Darren Aronofsky’s philosophical drama was filmed in vivid colors, despite the fact that the director did not use computer special effects.
Samsara
This is a beautiful one and a half hour trip to the most amazing places on the planet.
Director Ron Fricke showed the inextricable connection of all people and events on earth, the cycle of death and birth, the versatility of our world, where beauty coexists with nondescriptness, and the end means the beginning.
The Bear
The story of a bear cub that lost its mother and nailed to a large wounded bear. Together they have to go through many trials, the worst of which is meeting the hunters.
The wonderful plot of the film is combined with stunning music that helps you immerse yourself in the world of nature and feel it with your whole body.
Happy People: A Year in the Taiga
The harsh Siberian nature, untouched by man, the majestic Yenisei River and the small village of Bakhta with a simple way of life.

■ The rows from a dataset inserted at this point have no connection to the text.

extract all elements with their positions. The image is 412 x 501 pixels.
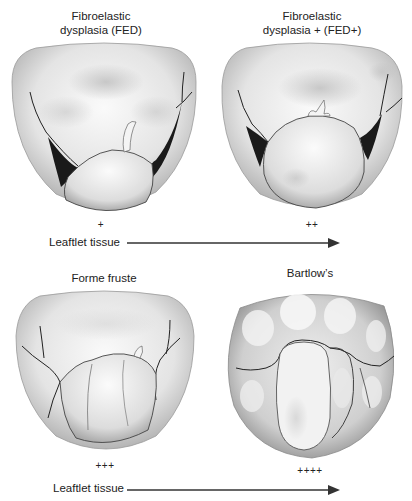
panel-title-fed-line1: Fibroelastic: [30, 10, 172, 24]
leaflet-tissue-label-bottom: Leaftlet tissue: [53, 482, 124, 494]
valve-illustration-barlows: [220, 288, 400, 460]
panel-title-fed-line2: dysplasia (FED): [30, 24, 172, 38]
panel-title-fed-plus-line2: dysplasia + (FED+): [236, 24, 388, 38]
arrow-top: [126, 237, 342, 249]
panel-title-barlows: Bartlow’s: [262, 267, 358, 281]
valve-illustration-fed: [6, 42, 202, 214]
panel-title-fed-plus: Fibroelastic dysplasia + (FED+): [236, 10, 388, 37]
grade-fed-plus: ++: [298, 219, 326, 230]
arrow-bottom: [126, 484, 342, 496]
panel-title-forme-fruste: Forme fruste: [54, 272, 154, 286]
valve-illustration-fed-plus: [212, 42, 408, 214]
valve-illustration-forme-fruste: [10, 290, 200, 458]
panel-title-fed: Fibroelastic dysplasia (FED): [30, 10, 172, 37]
panel-title-fed-plus-line1: Fibroelastic: [236, 10, 388, 24]
grade-barlows: ++++: [290, 465, 330, 476]
leaflet-tissue-label-top: Leaftlet tissue: [49, 236, 120, 248]
grade-fed: +: [88, 219, 114, 230]
grade-forme-fruste: +++: [88, 460, 122, 471]
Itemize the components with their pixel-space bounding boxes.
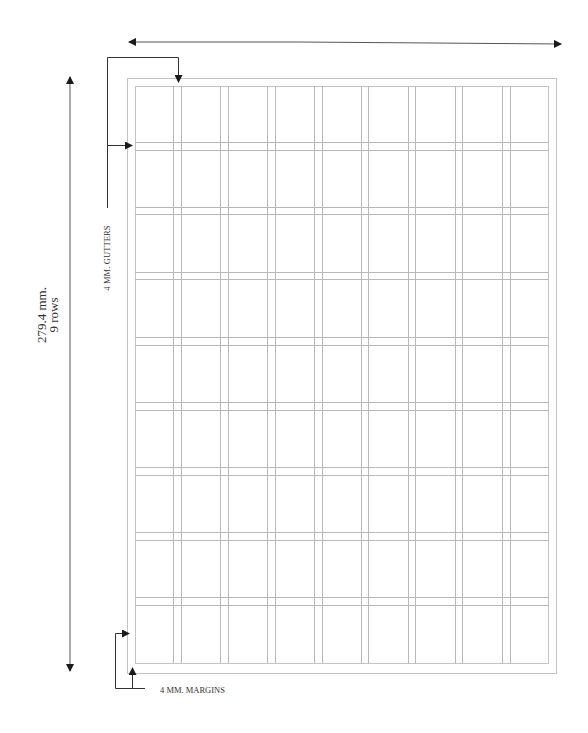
margin-border: [136, 87, 549, 664]
grid-columns: [174, 86, 511, 664]
gutter-annotation-label: 4 MM. GUTTERS: [102, 218, 112, 298]
width-dimension-arrow: [129, 42, 561, 44]
rows-count-text: 9 rows: [48, 275, 60, 355]
page-border: [128, 79, 557, 674]
gutter-callout-arrows: [108, 58, 179, 209]
margin-annotation-label: 4 MM. MARGINS: [160, 685, 225, 695]
grid-diagram: [0, 0, 588, 733]
margin-callout-arrows: [116, 634, 146, 689]
grid-rows: [135, 143, 549, 606]
height-dimension-label: 279.4 mm. 9 rows: [36, 275, 60, 355]
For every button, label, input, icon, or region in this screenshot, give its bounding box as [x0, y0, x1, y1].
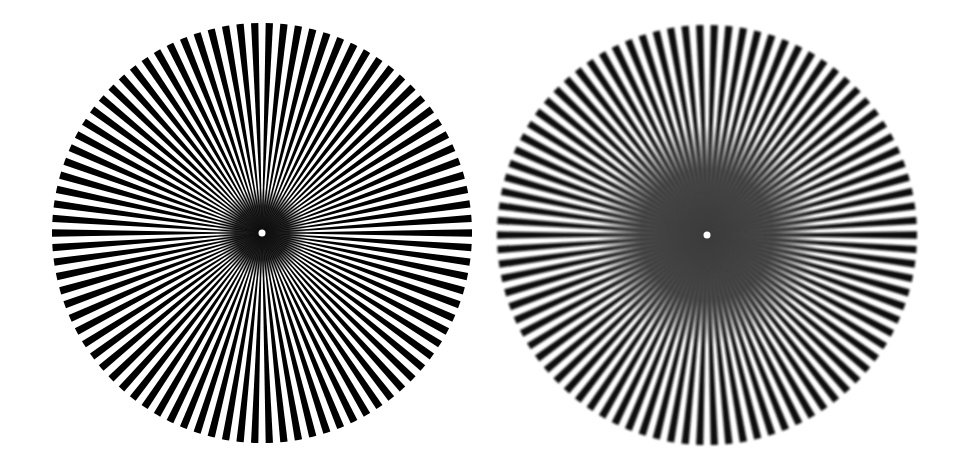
sharp-siemens-star-image — [52, 23, 472, 443]
center-dot — [259, 230, 266, 237]
figure-panel — [0, 0, 966, 470]
siemens-star-comparison — [0, 0, 966, 470]
blurred-siemens-star-image — [497, 25, 917, 445]
center-dot — [704, 232, 711, 239]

People live and survive in these parts, rely only on themselves and also ask only themselves. Four seasons – four lifestyles for each of them.
August Rush
Young musician August Rush does not know his parents, but he really wants to find them and for some reason is sure that if he plays, they will hear and recognize him by his music.
Mesmerizing music permeates the entire film and works wonders to dispel the evil spell of separation.
Baraka
A documentary masterpiece, a philosophical essay accompanied by superb cinematography and music, goes without words. The only and main actor here is life in all its diversity and unity.
The gaze of a monkey sitting in a hot pond is equal to all the depths of cold space, and the dances of the aborigines are synchronized with the movements of the forest.
Spring, Summer, Fall, Winter… and Spring
This is a beautiful and unhurried philosophical parable about a wheel of time moving into infinity. Each time, with the beginning of a new cycle of rotation, life on earth is renewed, and everyone has the opportunity for a new rebirth.
The film by Korean director Kim Ki-dook tells about two monks – a teacher and his student – and the obstacles that must be overcome on the way to finding harmony.
Chronos
The main characters of the documentary narration are cultural and historical monuments.
They absorbed the life of the people who created them, and have remained for centuries as an imprint of bygone eras.